Author: Ryan Sheey

Integrating Common Core Standards into Physical Education

The Common Core is a national movement to adopt common standards and assessments for English language arts and mathematics. These standards aim to create assessments that will not vary among states and will determine whether students are meeting those standards. Common learning goals provide a clear direction for what educators and parents should aim for. It creates a level playing field for all students independent of the state they reside in. Common Core Standards are designed to make the student college and career ready. The goal is to have the students succeed in a global economy and society. Students are provided with rigorous content that creates an environment in which they have a deeper level of understanding.
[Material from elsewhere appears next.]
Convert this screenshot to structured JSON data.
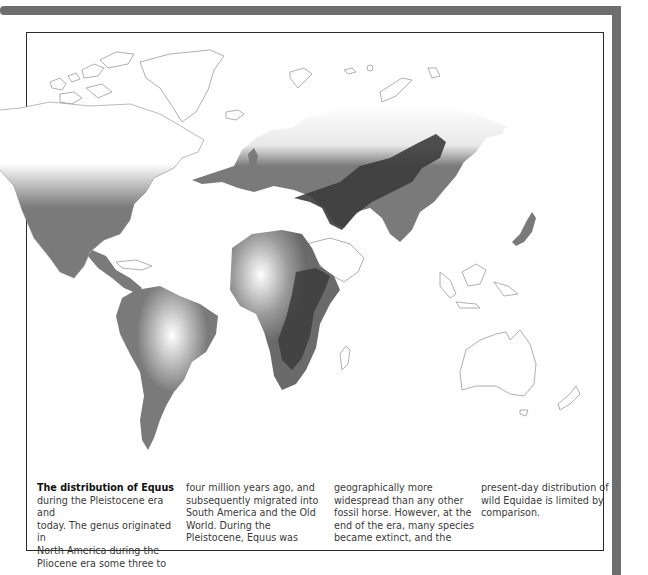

A common response when physical education teachers are told that they need to incorporate English Language Arts and Mathematics into our curriculum is frustration. We’ve become accustomed to doing things that work well for our students, and us and heard the call to keep our students moving as much as possible. Then about the time we get comfortable with what we’re doing, it seems that learning standards change or a new curriculum is adopted and we’re expected to do something different. The adoption of the common core standards has brought a huge paradigm shift in education. Teachers are being asked to get their students to think in different ways and to demonstrate a deeper level of understanding. With the common core’s primary focus on English Language Arts and Mathematics, physical educators, not unexpectedly, are concerned about how this is going to affect their teaching.

As states and school districts deliberate ways in which they can effectively integrate common core standards into instruction, it’s vital for physical educators to be part of the discussion. Something we should have learned from the introduction of No Child Left Behind (NCLB) more than a decade ago is that we put the future of our profession in a precarious state if we allow ourselves to be excluded from educational reform efforts.